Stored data
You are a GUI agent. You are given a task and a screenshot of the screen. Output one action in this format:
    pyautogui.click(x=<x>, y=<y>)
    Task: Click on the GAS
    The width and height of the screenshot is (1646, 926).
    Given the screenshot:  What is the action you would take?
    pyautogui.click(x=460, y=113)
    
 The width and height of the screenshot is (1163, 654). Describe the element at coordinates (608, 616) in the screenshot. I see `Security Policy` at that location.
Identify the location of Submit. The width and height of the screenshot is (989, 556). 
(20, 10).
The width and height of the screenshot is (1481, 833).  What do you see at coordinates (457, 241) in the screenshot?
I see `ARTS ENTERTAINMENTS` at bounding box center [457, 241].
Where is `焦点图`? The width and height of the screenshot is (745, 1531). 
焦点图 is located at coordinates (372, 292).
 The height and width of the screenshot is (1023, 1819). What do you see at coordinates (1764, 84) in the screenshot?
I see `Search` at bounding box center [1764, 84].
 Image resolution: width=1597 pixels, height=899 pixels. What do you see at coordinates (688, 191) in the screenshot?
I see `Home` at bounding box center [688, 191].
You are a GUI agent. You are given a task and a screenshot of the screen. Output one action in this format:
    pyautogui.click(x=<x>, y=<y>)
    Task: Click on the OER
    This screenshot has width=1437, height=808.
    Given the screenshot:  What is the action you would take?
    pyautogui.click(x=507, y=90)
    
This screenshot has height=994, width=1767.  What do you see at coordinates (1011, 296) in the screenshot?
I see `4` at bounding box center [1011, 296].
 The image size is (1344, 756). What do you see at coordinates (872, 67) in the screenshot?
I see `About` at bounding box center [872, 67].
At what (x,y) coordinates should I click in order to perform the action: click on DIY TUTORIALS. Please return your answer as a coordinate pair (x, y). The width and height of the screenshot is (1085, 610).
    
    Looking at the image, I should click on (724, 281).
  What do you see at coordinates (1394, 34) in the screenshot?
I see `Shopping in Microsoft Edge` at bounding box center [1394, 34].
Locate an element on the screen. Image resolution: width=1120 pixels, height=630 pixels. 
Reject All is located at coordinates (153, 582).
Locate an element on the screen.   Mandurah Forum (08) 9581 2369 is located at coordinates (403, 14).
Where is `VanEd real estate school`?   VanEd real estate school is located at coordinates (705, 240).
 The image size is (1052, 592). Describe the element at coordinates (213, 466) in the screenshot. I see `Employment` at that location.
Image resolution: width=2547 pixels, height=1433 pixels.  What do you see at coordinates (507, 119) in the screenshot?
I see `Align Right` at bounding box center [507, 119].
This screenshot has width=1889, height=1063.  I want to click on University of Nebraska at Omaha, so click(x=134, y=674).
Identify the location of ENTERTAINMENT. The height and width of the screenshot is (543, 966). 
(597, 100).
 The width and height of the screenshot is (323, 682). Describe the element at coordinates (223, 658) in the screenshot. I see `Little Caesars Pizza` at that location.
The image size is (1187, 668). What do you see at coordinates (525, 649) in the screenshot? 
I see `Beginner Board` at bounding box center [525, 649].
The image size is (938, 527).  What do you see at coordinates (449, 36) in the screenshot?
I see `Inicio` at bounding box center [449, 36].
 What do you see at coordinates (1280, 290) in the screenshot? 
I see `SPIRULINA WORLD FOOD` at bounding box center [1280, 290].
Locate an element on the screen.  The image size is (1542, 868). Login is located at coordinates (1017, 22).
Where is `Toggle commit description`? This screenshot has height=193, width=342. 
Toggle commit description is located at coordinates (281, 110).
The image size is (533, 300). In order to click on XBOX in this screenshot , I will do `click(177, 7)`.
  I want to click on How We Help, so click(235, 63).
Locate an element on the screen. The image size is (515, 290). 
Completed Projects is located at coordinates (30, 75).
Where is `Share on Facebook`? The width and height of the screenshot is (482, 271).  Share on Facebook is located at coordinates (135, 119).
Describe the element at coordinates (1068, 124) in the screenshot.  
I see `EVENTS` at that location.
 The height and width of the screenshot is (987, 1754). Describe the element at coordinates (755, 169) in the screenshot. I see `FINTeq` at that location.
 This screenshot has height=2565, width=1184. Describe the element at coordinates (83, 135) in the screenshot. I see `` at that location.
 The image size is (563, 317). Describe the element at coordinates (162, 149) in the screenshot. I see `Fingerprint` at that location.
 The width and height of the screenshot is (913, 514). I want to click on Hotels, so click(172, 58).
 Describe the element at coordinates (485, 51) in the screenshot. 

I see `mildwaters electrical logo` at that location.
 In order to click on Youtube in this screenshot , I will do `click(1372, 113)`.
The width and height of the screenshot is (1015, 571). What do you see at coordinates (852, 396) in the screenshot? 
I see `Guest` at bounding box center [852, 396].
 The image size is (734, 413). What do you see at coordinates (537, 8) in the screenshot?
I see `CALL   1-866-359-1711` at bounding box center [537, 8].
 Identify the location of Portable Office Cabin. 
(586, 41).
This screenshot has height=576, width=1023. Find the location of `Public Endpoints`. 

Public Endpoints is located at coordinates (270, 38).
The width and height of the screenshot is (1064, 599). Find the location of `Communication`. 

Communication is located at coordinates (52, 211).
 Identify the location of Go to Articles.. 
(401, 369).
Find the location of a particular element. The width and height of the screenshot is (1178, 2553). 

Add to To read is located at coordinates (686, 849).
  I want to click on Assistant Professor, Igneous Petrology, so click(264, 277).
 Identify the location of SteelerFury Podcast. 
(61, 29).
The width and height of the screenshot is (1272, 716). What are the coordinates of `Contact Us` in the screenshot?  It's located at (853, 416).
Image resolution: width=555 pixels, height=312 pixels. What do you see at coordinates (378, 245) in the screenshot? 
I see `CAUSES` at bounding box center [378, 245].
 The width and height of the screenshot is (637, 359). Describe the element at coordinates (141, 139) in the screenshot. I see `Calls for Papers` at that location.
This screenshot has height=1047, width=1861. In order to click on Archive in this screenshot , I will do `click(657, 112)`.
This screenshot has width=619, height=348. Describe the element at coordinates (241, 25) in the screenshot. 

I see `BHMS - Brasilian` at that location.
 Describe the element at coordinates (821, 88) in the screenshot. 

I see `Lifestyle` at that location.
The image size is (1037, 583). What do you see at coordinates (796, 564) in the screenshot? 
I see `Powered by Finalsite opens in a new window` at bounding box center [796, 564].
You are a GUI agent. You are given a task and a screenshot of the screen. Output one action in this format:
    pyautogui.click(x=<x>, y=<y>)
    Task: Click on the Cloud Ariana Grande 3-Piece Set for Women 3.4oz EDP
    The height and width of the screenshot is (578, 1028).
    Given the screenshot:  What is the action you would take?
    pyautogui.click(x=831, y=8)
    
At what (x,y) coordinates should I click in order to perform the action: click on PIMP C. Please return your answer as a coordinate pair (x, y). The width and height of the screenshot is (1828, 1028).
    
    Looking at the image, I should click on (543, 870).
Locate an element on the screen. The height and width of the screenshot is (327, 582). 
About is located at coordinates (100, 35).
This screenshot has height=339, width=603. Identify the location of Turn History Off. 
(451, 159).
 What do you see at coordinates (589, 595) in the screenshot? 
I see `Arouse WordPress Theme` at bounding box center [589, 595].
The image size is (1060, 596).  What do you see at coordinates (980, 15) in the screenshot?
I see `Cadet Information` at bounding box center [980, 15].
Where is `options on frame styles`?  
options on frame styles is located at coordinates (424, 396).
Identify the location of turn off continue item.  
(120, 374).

» **REQUIRED WORK**
Copy the entries exactly as they appear.

» **EXPECTED ANSWER**
You are a GUI agent. You are given a task and a screenshot of the screen. Output one action in this format:
    pyautogui.click(x=<x>, y=<y>)
    Task: Click on the GAS
    The width and height of the screenshot is (1646, 926).
    Given the screenshot:  What is the action you would take?
    pyautogui.click(x=460, y=113)
    
 The width and height of the screenshot is (1163, 654). Describe the element at coordinates (608, 616) in the screenshot. I see `Security Policy` at that location.
Identify the location of Submit. The width and height of the screenshot is (989, 556). 
(20, 10).
The width and height of the screenshot is (1481, 833).  What do you see at coordinates (457, 241) in the screenshot?
I see `ARTS ENTERTAINMENTS` at bounding box center [457, 241].
Where is `焦点图`? The width and height of the screenshot is (745, 1531). 
焦点图 is located at coordinates (372, 292).
 The height and width of the screenshot is (1023, 1819). What do you see at coordinates (1764, 84) in the screenshot?
I see `Search` at bounding box center [1764, 84].
 Image resolution: width=1597 pixels, height=899 pixels. What do you see at coordinates (688, 191) in the screenshot?
I see `Home` at bounding box center [688, 191].
You are a GUI agent. You are given a task and a screenshot of the screen. Output one action in this format:
    pyautogui.click(x=<x>, y=<y>)
    Task: Click on the OER
    This screenshot has width=1437, height=808.
    Given the screenshot:  What is the action you would take?
    pyautogui.click(x=507, y=90)
    
This screenshot has height=994, width=1767.  What do you see at coordinates (1011, 296) in the screenshot?
I see `4` at bounding box center [1011, 296].
 The image size is (1344, 756). What do you see at coordinates (872, 67) in the screenshot?
I see `About` at bounding box center [872, 67].
At what (x,y) coordinates should I click in order to perform the action: click on DIY TUTORIALS. Please return your answer as a coordinate pair (x, y). The width and height of the screenshot is (1085, 610).
    
    Looking at the image, I should click on (724, 281).
  What do you see at coordinates (1394, 34) in the screenshot?
I see `Shopping in Microsoft Edge` at bounding box center [1394, 34].
Locate an element on the screen. Image resolution: width=1120 pixels, height=630 pixels. 
Reject All is located at coordinates (153, 582).
Locate an element on the screen.   Mandurah Forum (08) 9581 2369 is located at coordinates (403, 14).
Where is `VanEd real estate school`?   VanEd real estate school is located at coordinates (705, 240).
 The image size is (1052, 592). Describe the element at coordinates (213, 466) in the screenshot. I see `Employment` at that location.
Image resolution: width=2547 pixels, height=1433 pixels.  What do you see at coordinates (507, 119) in the screenshot?
I see `Align Right` at bounding box center [507, 119].
This screenshot has width=1889, height=1063.  I want to click on University of Nebraska at Omaha, so click(x=134, y=674).
Identify the location of ENTERTAINMENT. The height and width of the screenshot is (543, 966). 
(597, 100).
 The width and height of the screenshot is (323, 682). Describe the element at coordinates (223, 658) in the screenshot. I see `Little Caesars Pizza` at that location.
The image size is (1187, 668). What do you see at coordinates (525, 649) in the screenshot? 
I see `Beginner Board` at bounding box center [525, 649].
The image size is (938, 527).  What do you see at coordinates (449, 36) in the screenshot?
I see `Inicio` at bounding box center [449, 36].
 What do you see at coordinates (1280, 290) in the screenshot? 
I see `SPIRULINA WORLD FOOD` at bounding box center [1280, 290].
Locate an element on the screen.  The image size is (1542, 868). Login is located at coordinates (1017, 22).
Where is `Toggle commit description`? This screenshot has height=193, width=342. 
Toggle commit description is located at coordinates (281, 110).
The image size is (533, 300). In order to click on XBOX in this screenshot , I will do `click(177, 7)`.
  I want to click on How We Help, so click(235, 63).
Locate an element on the screen. The image size is (515, 290). 
Completed Projects is located at coordinates (30, 75).
Where is `Share on Facebook`? The width and height of the screenshot is (482, 271).  Share on Facebook is located at coordinates (135, 119).
Describe the element at coordinates (1068, 124) in the screenshot.  
I see `EVENTS` at that location.
 The height and width of the screenshot is (987, 1754). Describe the element at coordinates (755, 169) in the screenshot. I see `FINTeq` at that location.
 This screenshot has height=2565, width=1184. Describe the element at coordinates (83, 135) in the screenshot. I see `` at that location.
 The image size is (563, 317). Describe the element at coordinates (162, 149) in the screenshot. I see `Fingerprint` at that location.
 The width and height of the screenshot is (913, 514). I want to click on Hotels, so click(172, 58).
 Describe the element at coordinates (485, 51) in the screenshot. 

I see `mildwaters electrical logo` at that location.
 In order to click on Youtube in this screenshot , I will do `click(1372, 113)`.
The width and height of the screenshot is (1015, 571). What do you see at coordinates (852, 396) in the screenshot? 
I see `Guest` at bounding box center [852, 396].
 The image size is (734, 413). What do you see at coordinates (537, 8) in the screenshot?
I see `CALL   1-866-359-1711` at bounding box center [537, 8].
 Identify the location of Portable Office Cabin. 
(586, 41).
This screenshot has height=576, width=1023. Find the location of `Public Endpoints`. 

Public Endpoints is located at coordinates (270, 38).
The width and height of the screenshot is (1064, 599). Find the location of `Communication`. 

Communication is located at coordinates (52, 211).
 Identify the location of Go to Articles.. 
(401, 369).
Find the location of a particular element. The width and height of the screenshot is (1178, 2553). 

Add to To read is located at coordinates (686, 849).
  I want to click on Assistant Professor, Igneous Petrology, so click(264, 277).
 Identify the location of SteelerFury Podcast. 
(61, 29).
The width and height of the screenshot is (1272, 716). What are the coordinates of `Contact Us` in the screenshot?  It's located at (853, 416).
Image resolution: width=555 pixels, height=312 pixels. What do you see at coordinates (378, 245) in the screenshot? 
I see `CAUSES` at bounding box center [378, 245].
 The width and height of the screenshot is (637, 359). Describe the element at coordinates (141, 139) in the screenshot. I see `Calls for Papers` at that location.
This screenshot has height=1047, width=1861. In order to click on Archive in this screenshot , I will do `click(657, 112)`.
This screenshot has width=619, height=348. Describe the element at coordinates (241, 25) in the screenshot. 

I see `BHMS - Brasilian` at that location.
 Describe the element at coordinates (821, 88) in the screenshot. 

I see `Lifestyle` at that location.
The image size is (1037, 583). What do you see at coordinates (796, 564) in the screenshot? 
I see `Powered by Finalsite opens in a new window` at bounding box center [796, 564].
You are a GUI agent. You are given a task and a screenshot of the screen. Output one action in this format:
    pyautogui.click(x=<x>, y=<y>)
    Task: Click on the Cloud Ariana Grande 3-Piece Set for Women 3.4oz EDP
    The height and width of the screenshot is (578, 1028).
    Given the screenshot:  What is the action you would take?
    pyautogui.click(x=831, y=8)
    
At what (x,y) coordinates should I click in order to perform the action: click on PIMP C. Please return your answer as a coordinate pair (x, y). The width and height of the screenshot is (1828, 1028).
    
    Looking at the image, I should click on (543, 870).
Locate an element on the screen. The height and width of the screenshot is (327, 582). 
About is located at coordinates (100, 35).
This screenshot has height=339, width=603. Identify the location of Turn History Off. 
(451, 159).
 What do you see at coordinates (589, 595) in the screenshot? 
I see `Arouse WordPress Theme` at bounding box center [589, 595].
The image size is (1060, 596).  What do you see at coordinates (980, 15) in the screenshot?
I see `Cadet Information` at bounding box center [980, 15].
Where is `options on frame styles`?  
options on frame styles is located at coordinates (424, 396).
Identify the location of turn off continue item.  
(120, 374).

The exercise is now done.